Review: Paco Peña – Requiem for the Earth (Brisbane Festival)
An intensely moving and timely work by flamenco great Paco Peña brings its audience to their feet.
An intensely moving and timely work by flamenco great Paco Peña brings its audience to their feet.
Outstanding performances and design rescue this fairy tale hodgepodge from the deep, dark woods.
Jacques Emery’s 90-minute "deep listening ritual" creates a lavish world of sound with only two-note chords.
Mozart and Boccherini’s woodwind music comes alive in the hands of an outstanding quintet led by flautist Sally Walker.
Loving, touching and bold, the standing ovation which greeted this performance was well deserved.
The West Australian reprise of Lucy Kirkwood's Fukushima-inspired drama squanders its potential in a production that never seems to settle.
That Gary Owen's scathing monologue has grown in relevance 10 years since it premiered only adds to its ultimate tragedy.
Some of the best if not-so-well-known local theatre talent deliver a minimalist production of Shakespeare’s tragedy to maximum effect.

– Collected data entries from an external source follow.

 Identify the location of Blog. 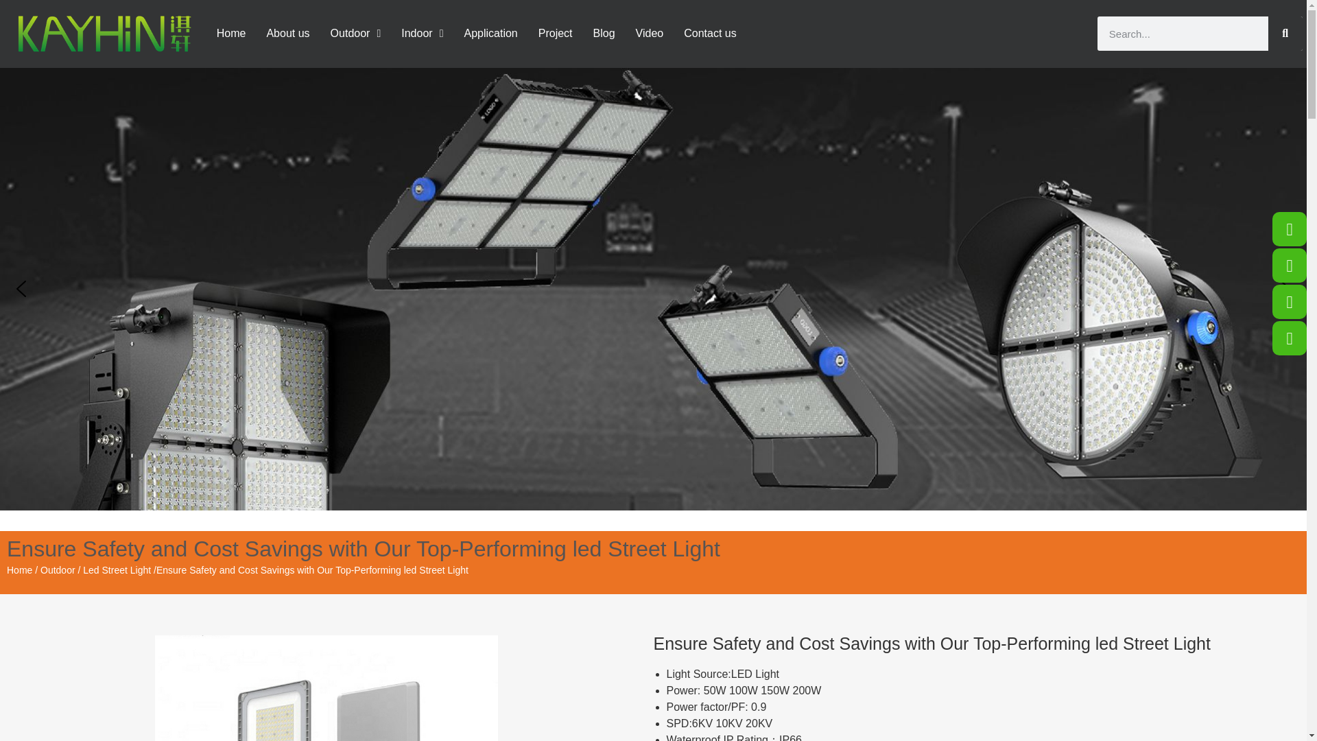
(604, 33).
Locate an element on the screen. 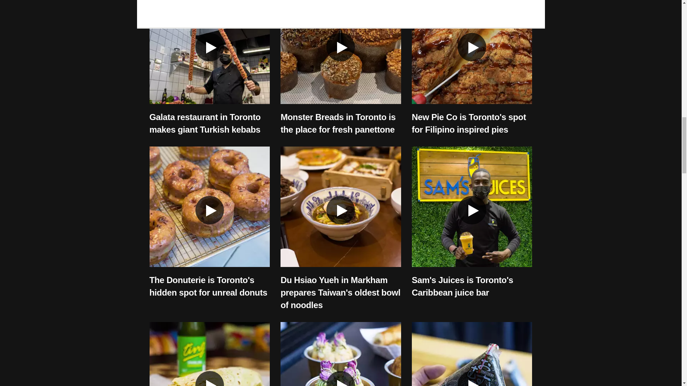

Vondráček thrills; WASO responds in kind; audience thunders applause. And that was before the emotional highpoint of the concert.
The Melbourne Symphony Orchestra is operating in a state of damage control and unfortunately it shows.
A much-anticipated production of Jonathan Mills' opera falls short of its abundant promise.
Well-argued, compiled, arranged and delivered, Peter Evans' Shakespeare lecture often feels like something with a theatrical pulse.
Think you know what it means to be passionate? You’ve obviously never met a Horse Girl.